Web Design Hack #3: Keep it Chunky
As mentioned your website should guide your users on a journey, and it should be a comfortable journey. A big website no-no is chunking HUGE chunks of text together. You have to break it up.
People are busy. Like really busy and no one has time to read through your entire website or even an entire page. It does not matter how well planned out your content is or even how interesting it is. People just don’t have the time or patience to read it all (most of the time).
Breaking your content up into small bite-size paragraphs and sections with clearly defined headers is the best way to ensure they can get in - get what they need and get out - without losing interest and jumping back to their Amazon cart.
Web Design Hack #4: Google Analytics
This one is not so much a web design hack and it is a website optimization hack. Get and install Google Analytics on your website. If you are using Wix or Squarespace you can add the Google Tag directly into the specified place for it on the menu. (search in help and you will get the walkthrough) If you are using WordPress I recommend installing “Site Kite” by Google and connecting that way.
Creating a Google Analytics account is literally as easy as signing up. It is also free. They walk you through the process and you almost can’t mess it up. Once installed it allows you to see where your users are coming from, what pages they are spending their time on and so many other pieces of useful information.
Knowing what your users like and don’t like allows you to tailor your website to their needs and further drive web traffic. If you have a blog on your website this can also help you see what topics your readers are most interested in so you can create more content along those lines.
Google Analytics (not sponsored) is free data that allows you to optimize your website and requires no maintenance whatsoever. It’s a no-brainer!

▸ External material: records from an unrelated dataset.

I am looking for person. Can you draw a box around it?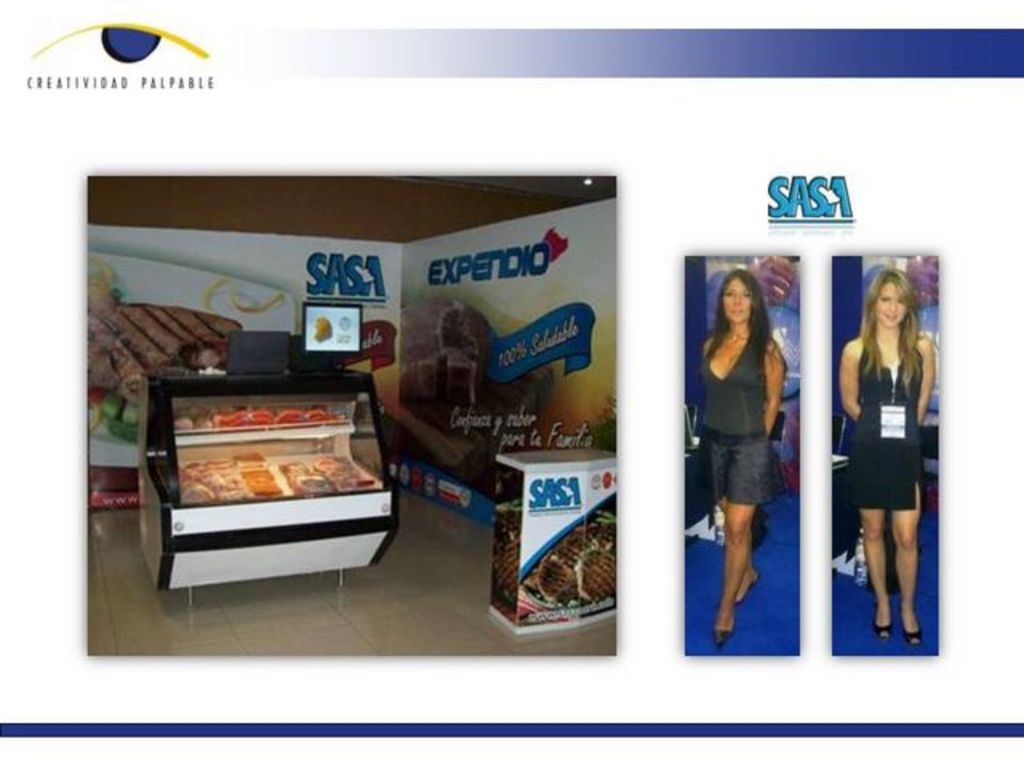
Sure, the bounding box is l=834, t=264, r=933, b=648.
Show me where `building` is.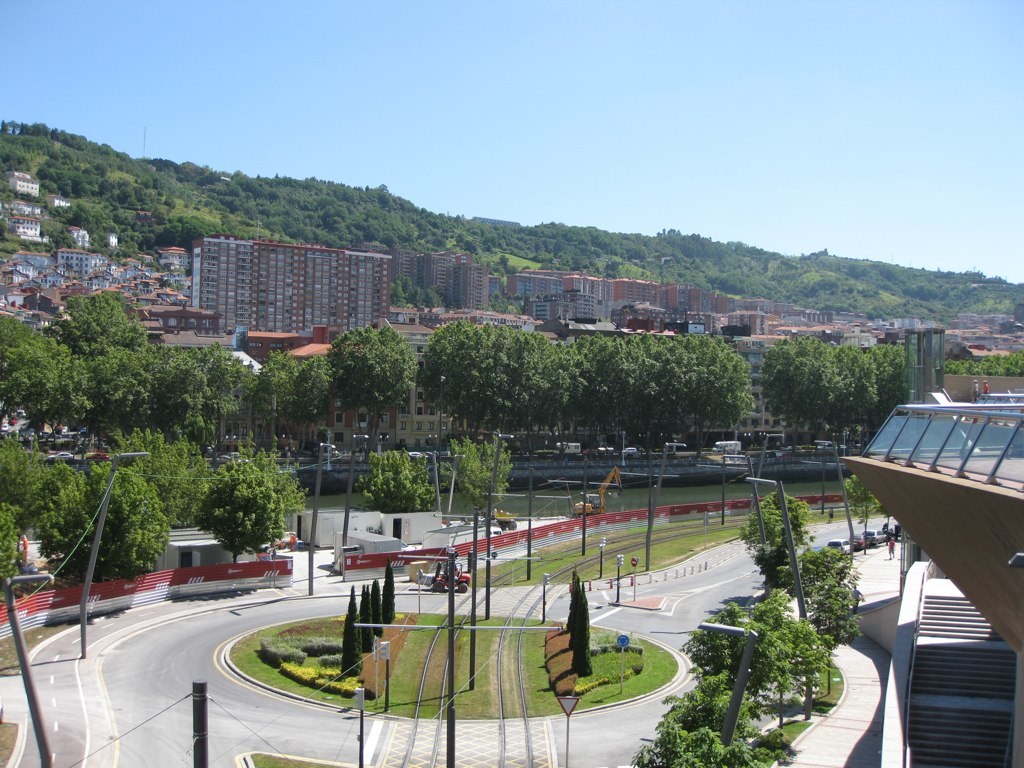
`building` is at (838,398,1023,765).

Web Design Hack #5: Call to Actions
The biggest mistake we see on already built small business websites is the lack of clear call to actions. If you haven’t heard of the term before a “call to action” is just a fancy marketing way of saying “sell to them stupid”. It doesn’t necessarily need to say “buy this” but you should be directing your users to do something - otherwise why have a website.

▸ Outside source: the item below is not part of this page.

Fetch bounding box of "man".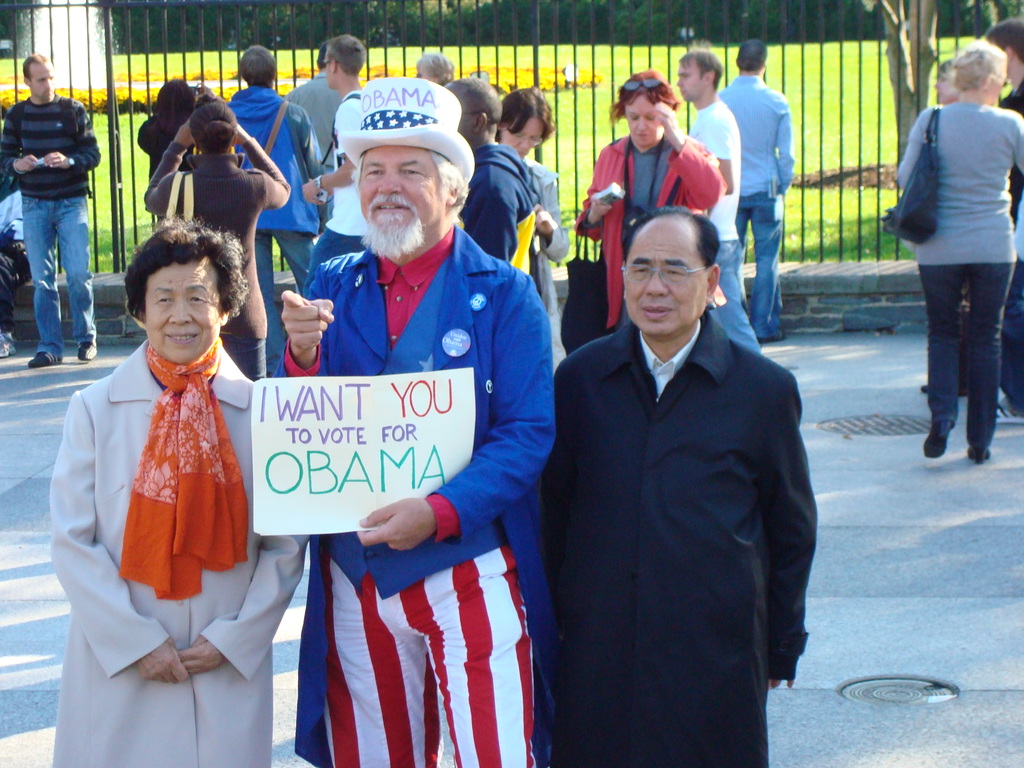
Bbox: bbox=(300, 43, 379, 298).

Some common call to action include:
Sign up for our mailing list
Shop now
Learn more about …….
Meet the Team
Read our Reviews
Follow us on Facebook
Contact Us
Subscribe
If you are lucky enough to get users to your site and they are interested enough to read your content do not let them walk away empty-handed. Put on your ideal customer cap and pretend to be on the other side of the laptop (or mobile or tablet) screen. What do they need to do next? Pop a button in there and tell them before they have a chance to think for themselves.

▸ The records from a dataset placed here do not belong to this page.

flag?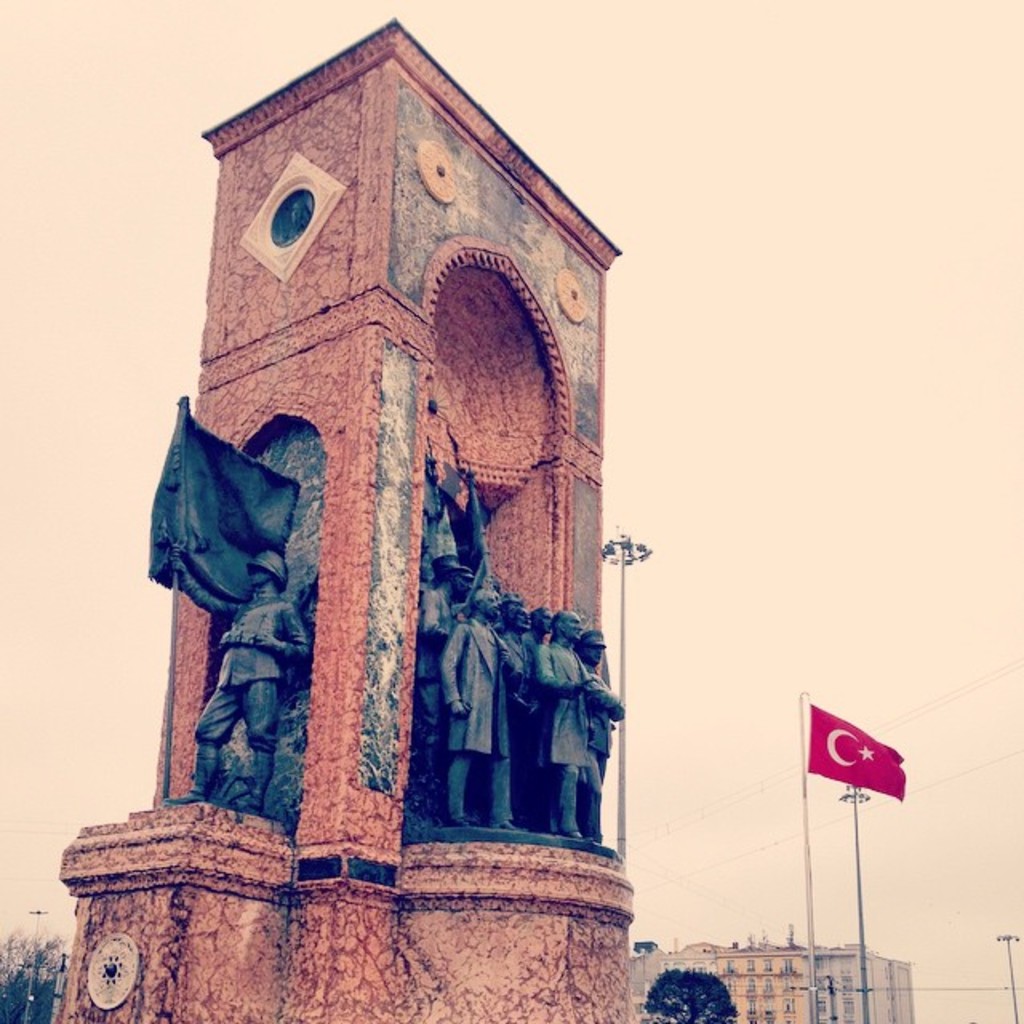
box=[800, 678, 914, 806]
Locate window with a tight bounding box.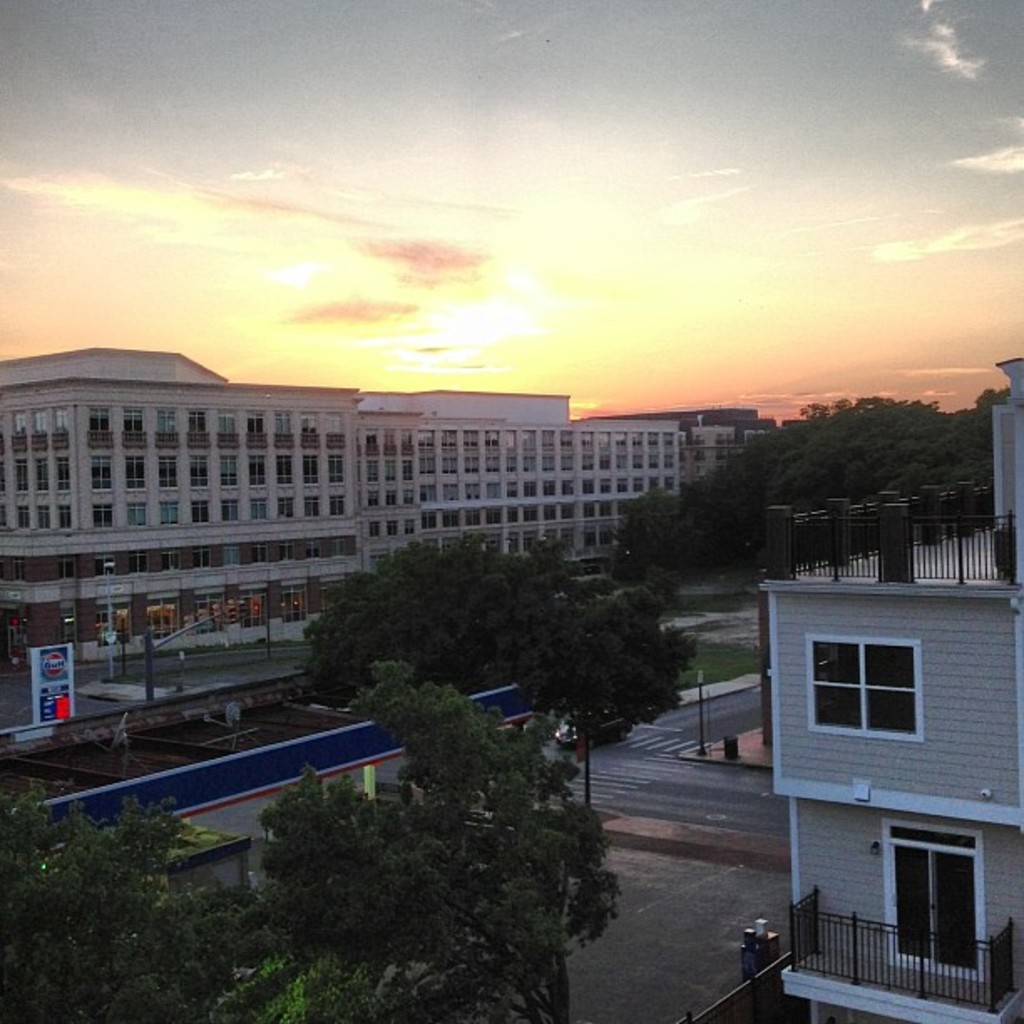
18/507/28/525.
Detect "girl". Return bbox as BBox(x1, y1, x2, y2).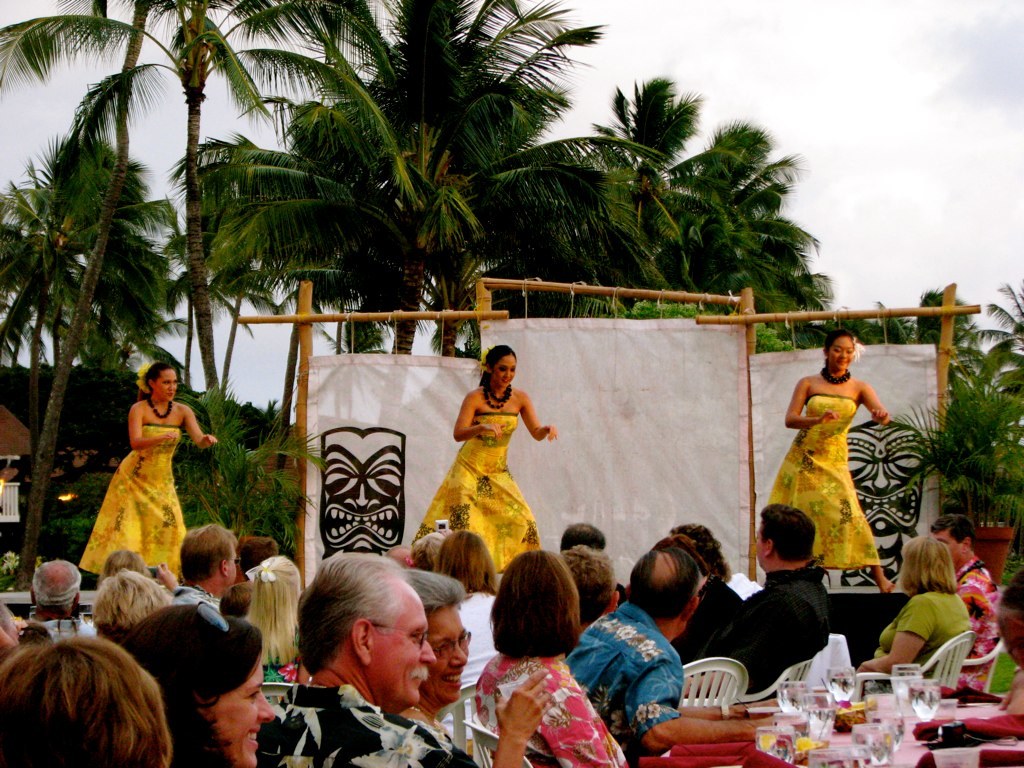
BBox(412, 344, 558, 575).
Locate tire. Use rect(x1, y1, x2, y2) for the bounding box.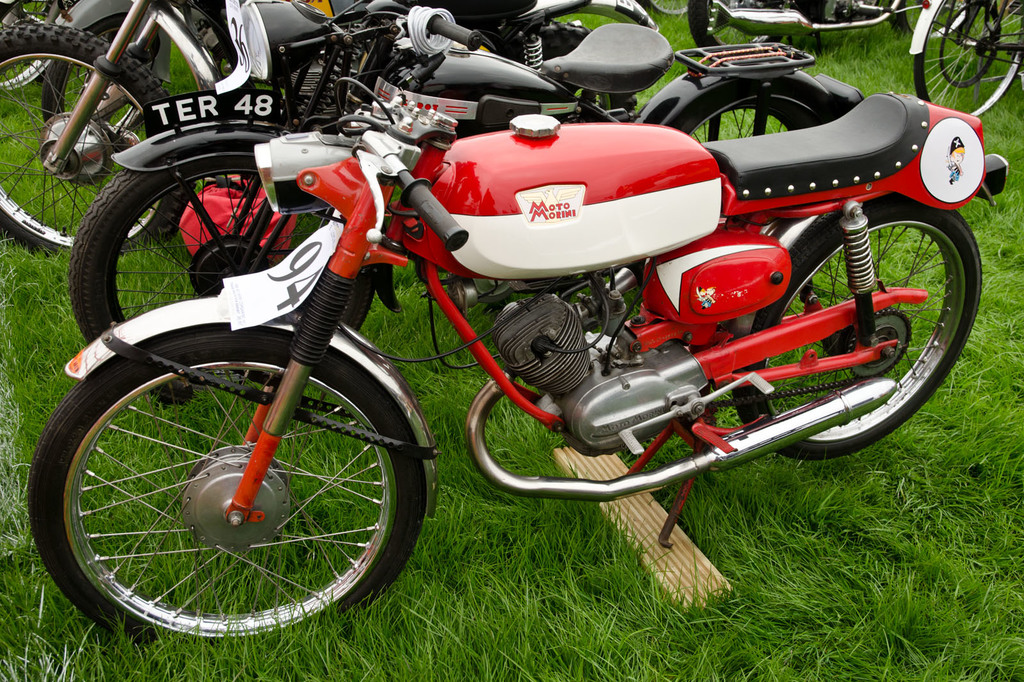
rect(42, 12, 156, 143).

Web Design Hack #6: Include Loads of Examples
So here’s the thing about being a small business owner - you don’t often have a lot of extra time on your hands. Speaking as a full-time mompreneur and a full-time homeschooling mom (that’s two full times in one short day!). So anything that can save you time and get you more work is a WIN-WIN in my book!
Including loads of work examples on your website is the perfect example (sorry) of this "little effort big payoff" approach. On our copywriting page, we share several examples of copy. On our web design page, we share websites we’ve recently designed. And on our branding page, guess what? That’s right branding examples.
I do this for two reasons. First, it makes me look fancy. Here is what I do and here is the proof. Second because it saves me so much time. Week over week I put bids for websites, or blogs or logos or whatever. And week over week I get back “Do you have any examples of recent work?”.
A logical question. I respect it, but definitely one I can delegate - to my unpaid and always working website.
Including examples of, links to, or photos of your past jobs in relevant service areas will help to answer your potential client’s questions, save you a ton of time and impress a few people along the way.
The Takeaway
Websites are a lot of work but they are super necessary - especially in this post-mid-restarting-covid environment. If you don’t have the time or desire to build or maintain yours - we can help! If you do stick around. There are plenty more tips where that came from!